Courts Hold Companies Liable for Chatbot Statements

Let's Data Science – AI Governance(Multi) 1 Jul 2026 72

Established legal precedent that companies own their chatbot's statements — directly relevant to APS agencies deploying conversational AI for citizen services.

  • Courts, insurers, and regulators now treat chatbot errors as the deploying company's legal and financial responsibility.
  • APS agencies deploying customer-facing chatbots face analogous liability exposure, particularly where bots touch policy, entitlements, or pricing.
  • Air Canada precedent (2024), Cursor incident (2025), Lloyd's insurance product, and FINRA warning show a systemic two-year pattern.
  • Consider Agencies deploying or procuring citizen-facing chatbots could assess whether current governance arrangements — including audit logging, escalation paths, and human-in-the-loop controls — are adequate for policy-related conversational paths.
  • Consider Legal and policy teams may want to consider how existing Commonwealth liability frameworks apply where a chatbot provides incorrect information about government policy, entitlements, or fees to a citizen.
  • Monitor Worth watching whether Australian courts or tribunals adopt reasoning similar to Moffatt v. Air Canada, and whether Australian regulators issue explicit guidance on AI customer-service liability.

Implications are AI-generated. Starting points, not advice — see methodology for how they're framed.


Exercise objective:
State how many lines of the records below contain the word "Cancel", giving the number and nothing else.

─── Data under study

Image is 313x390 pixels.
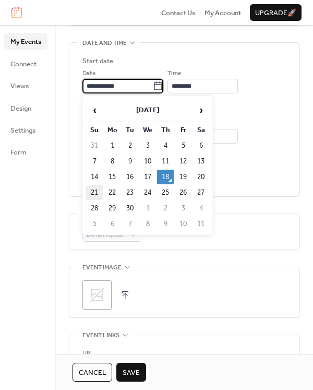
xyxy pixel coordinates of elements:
[157,201,174,215] td: 2
[104,99,191,122] th: [DATE]
[104,123,121,137] th: Mo
[193,123,209,137] th: Sa
[157,217,174,231] td: 9
[139,170,156,184] td: 17
[175,170,191,184] td: 19
[157,138,174,153] td: 4
[157,123,174,137] th: Th
[175,123,191,137] th: Fr
[255,8,296,18] span: Upgrade 🚀
[104,154,121,169] td: 8
[82,68,95,79] span: Date
[10,125,35,136] span: Settings
[86,154,103,169] td: 7
[161,8,196,18] span: Contact Us
[193,170,209,184] td: 20
[193,185,209,200] td: 27
[4,143,47,160] a: Form
[11,7,22,18] img: logo
[86,201,103,215] td: 28
[86,217,103,231] td: 5
[175,201,191,215] td: 3
[4,55,47,72] a: Connect
[73,363,112,381] button: Cancel
[4,122,47,138] a: Settings
[205,8,241,18] span: My Account
[139,185,156,200] td: 24
[175,154,191,169] td: 12
[10,37,41,47] span: My Events
[193,154,209,169] td: 13
[139,201,156,215] td: 1
[104,217,121,231] td: 6
[4,100,47,116] a: Design
[86,138,103,153] td: 31
[175,138,191,153] td: 5
[122,170,138,184] td: 16
[87,100,102,121] span: ‹
[86,123,103,137] th: Su
[139,123,156,137] th: We
[175,217,191,231] td: 10
[139,154,156,169] td: 10
[139,138,156,153] td: 3
[157,154,174,169] td: 11
[250,4,302,21] button: Upgrade🚀
[175,185,191,200] td: 26
[82,262,122,273] span: Event image
[193,138,209,153] td: 6
[193,217,209,231] td: 11
[122,154,138,169] td: 9
[122,138,138,153] td: 2
[4,77,47,94] a: Views
[4,33,47,50] a: My Events
[122,123,138,137] th: Tu
[82,56,113,66] div: Start date
[10,103,31,114] span: Design
[167,68,181,79] span: Time
[86,185,103,200] td: 21
[122,201,138,215] td: 30
[193,100,209,121] span: ›
[193,201,209,215] td: 4
[79,367,106,378] span: Cancel
[157,185,174,200] td: 25
[104,185,121,200] td: 22
[82,280,112,309] div: ;
[116,363,146,381] button: Save
[86,170,103,184] td: 14
[82,330,119,341] span: Event links
[122,185,138,200] td: 23
[123,367,140,378] span: Save
[161,7,196,18] a: Contact Us
[104,138,121,153] td: 1
[82,348,284,358] div: URL
[139,217,156,231] td: 8
[82,38,127,49] span: Date and time
[10,81,29,91] span: Views
[104,170,121,184] td: 15
[205,7,241,18] a: My Account
[10,59,37,69] span: Connect
[104,201,121,215] td: 29
[10,147,27,158] span: Form
[122,217,138,231] td: 7
[157,170,174,184] td: 18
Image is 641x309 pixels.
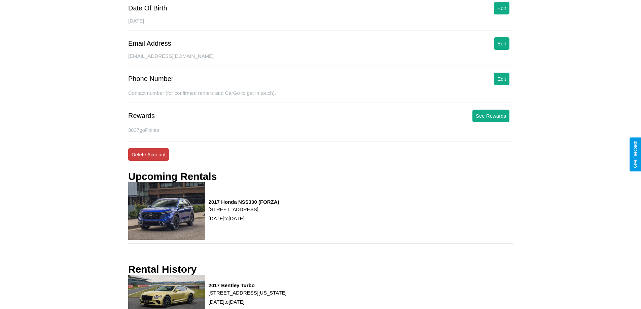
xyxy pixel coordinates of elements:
div: Email Address [128,40,171,47]
img: rental [128,182,205,240]
p: [STREET_ADDRESS][US_STATE] [209,289,287,298]
div: Phone Number [128,75,174,83]
button: See Rewards [473,110,510,122]
button: Edit [494,73,510,85]
p: 3837 goPoints [128,126,513,135]
div: [EMAIL_ADDRESS][DOMAIN_NAME] [128,53,513,66]
button: Delete Account [128,148,169,161]
div: Date Of Birth [128,4,167,12]
div: Contact number (for confirmed renters and CarGo to get in touch). [128,90,513,103]
button: Edit [494,37,510,50]
h3: Rental History [128,264,197,275]
h3: Upcoming Rentals [128,171,217,182]
p: [DATE] to [DATE] [209,298,287,307]
div: [DATE] [128,18,513,31]
div: Rewards [128,112,155,120]
button: Edit [494,2,510,14]
p: [DATE] to [DATE] [209,214,279,223]
div: Give Feedback [633,141,638,168]
h3: 2017 Bentley Turbo [209,283,287,289]
h3: 2017 Honda NSS300 (FORZA) [209,199,279,205]
p: [STREET_ADDRESS] [209,205,279,214]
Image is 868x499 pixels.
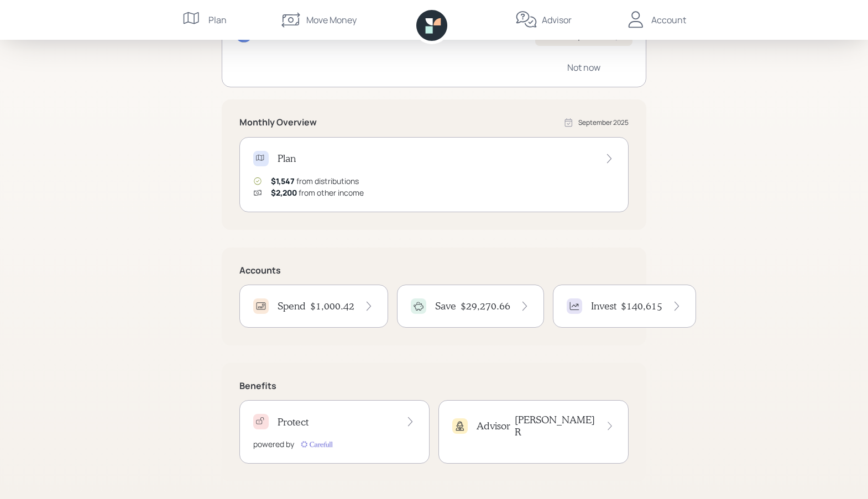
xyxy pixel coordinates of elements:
span: $1,547 [271,176,295,186]
div: Account [651,13,686,27]
h4: $140,615 [621,300,662,312]
img: carefull-M2HCGCDH.digested.png [299,439,334,450]
h5: Monthly Overview [239,117,317,128]
h4: Invest [591,300,616,312]
div: from other income [271,187,364,198]
div: Advisor [542,13,571,27]
h4: Protect [277,416,309,428]
div: Plan [208,13,227,27]
h4: Advisor [476,420,510,432]
h4: $29,270.66 [460,300,510,312]
h4: Spend [277,300,305,312]
span: $2,200 [271,187,297,198]
h5: Benefits [239,381,628,391]
div: Not now [567,61,600,73]
div: powered by [253,438,294,450]
h5: Accounts [239,265,628,276]
div: September 2025 [578,118,628,128]
h4: Plan [277,152,295,164]
div: Move Money [306,13,356,27]
div: from distributions [271,175,359,187]
h4: [PERSON_NAME] R [515,413,596,438]
h4: Save [435,300,456,312]
h4: $1,000.42 [310,300,354,312]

──────

Exercise response:
2